Victoria Davies was the eldest daughter of Labulo Davies, a Lagos businessman and Sarah Forbes, goddaughter of the Queen Victoria of England. When Victoria Davies was born in 1863 she was named in honour of the Queen, who accepted to be her godmother, as she had been to her mother, Sarah. At her christening, Queen Victoria of England had given a lifelong allowance of forty pounds sterling and a solid gold christening-set. The Queen later invited her to Windsor. When she was four, the Queen recounts, she was far darker than her mother, and has big melancholy eyes. Like her mother, she showed considerable intelligence too.
When Victoria Davies got married in 1890 to John Randle, a Scottish-trained medical doctor, there were two hundred guests, including Governor Moloney in a wedding at St, Paul’s Church in Lagos officiated by the reverend James Johnson. Her wedding gown was a careful selection of the Queen, passed with a special message with the “hope she’d consider it charming like her family did.”
Victoria Davies visited the Queen of England, together with her children, Beatrice and John in 1900, escorted by Bishop Johnson. Her marriage to John Randle did not last long; she lived with the children in the United Kingdom from 1898 and then Sierra Leone, returning to Lagos in 1917. In London, Davies had lodged in a hostel owned by the twin Semitic scholars, the Smith Sisters Adelaide, Nettie and Emm, that she introduced to Coleridge-Tayor, the prodigy who would rise to become one who chronicled a new day for the Negro in music. When Victoria came to Lagos she became a major face of the Ladies’ Club, an association of elite ladies in the city. She was mentioned by Coleridge-Tayor, the legendary English composer of Creole descent as source of the folklore song in his collection, Oloba yale mi. She died in 1920.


**PROBLEM**
Print exactly what appears from the line containing "Describe the element" through the final line of the data below, pictures excluded.

::::::::::

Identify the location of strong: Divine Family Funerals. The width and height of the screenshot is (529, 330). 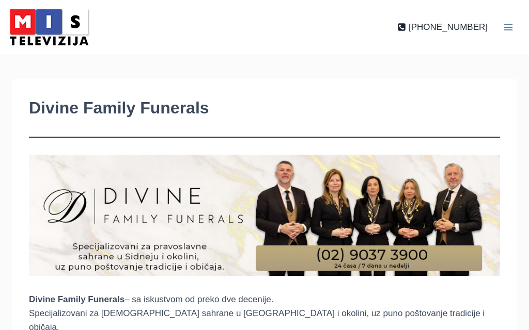
(76, 299).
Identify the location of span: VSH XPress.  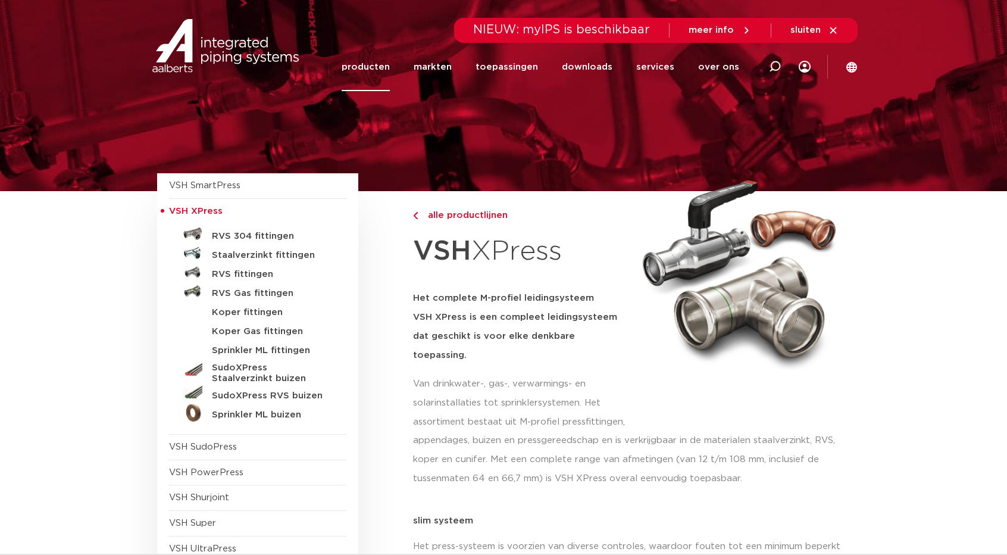
(196, 211).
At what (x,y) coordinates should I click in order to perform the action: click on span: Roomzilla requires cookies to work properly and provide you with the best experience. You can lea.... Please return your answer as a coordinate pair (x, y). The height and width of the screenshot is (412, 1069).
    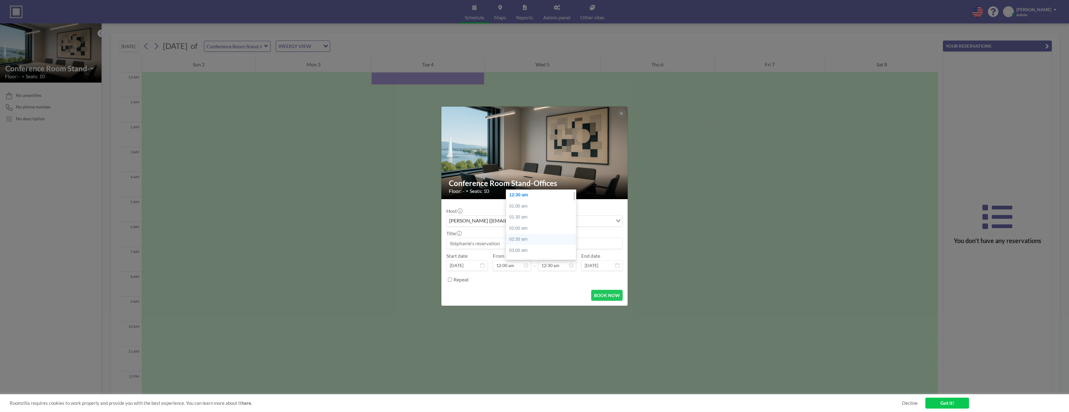
    Looking at the image, I should click on (456, 403).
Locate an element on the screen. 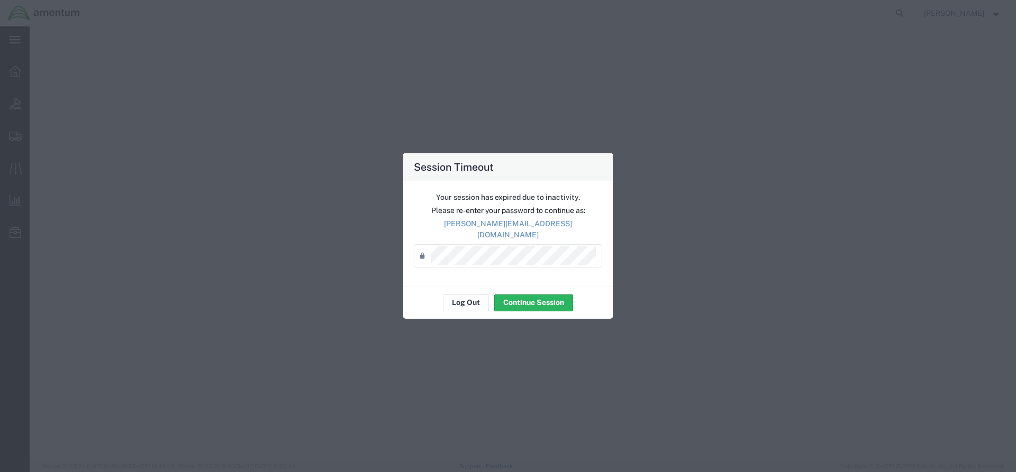  button: Continue Session is located at coordinates (533, 303).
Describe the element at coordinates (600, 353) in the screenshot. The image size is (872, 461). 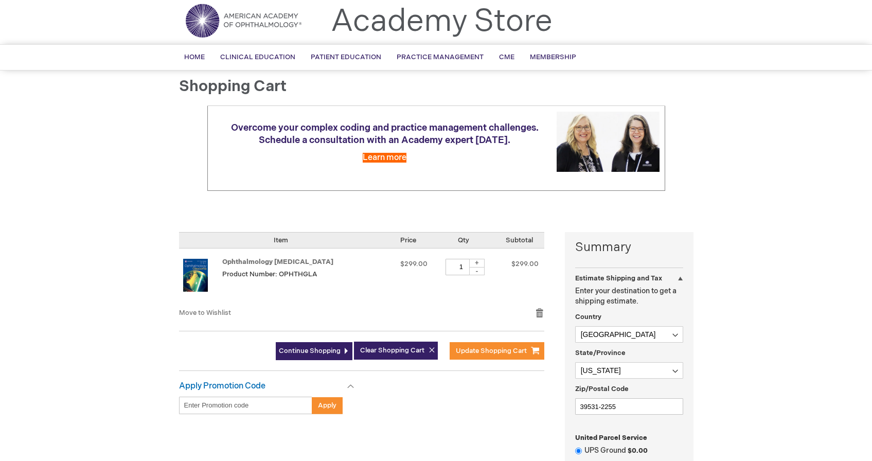
I see `span: State/Province` at that location.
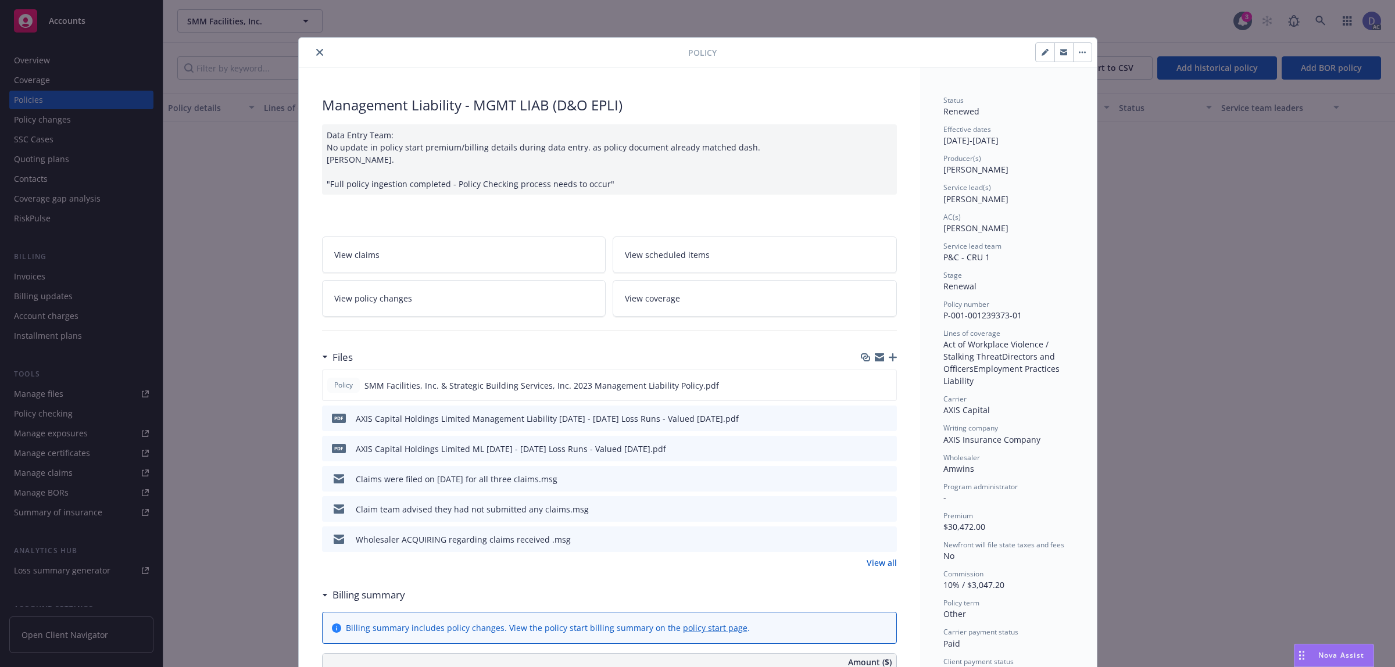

::::::::::

**ANSWER**
Describe the element at coordinates (600, 353) in the screenshot. The image size is (872, 461). 
I see `span: State/Province` at that location.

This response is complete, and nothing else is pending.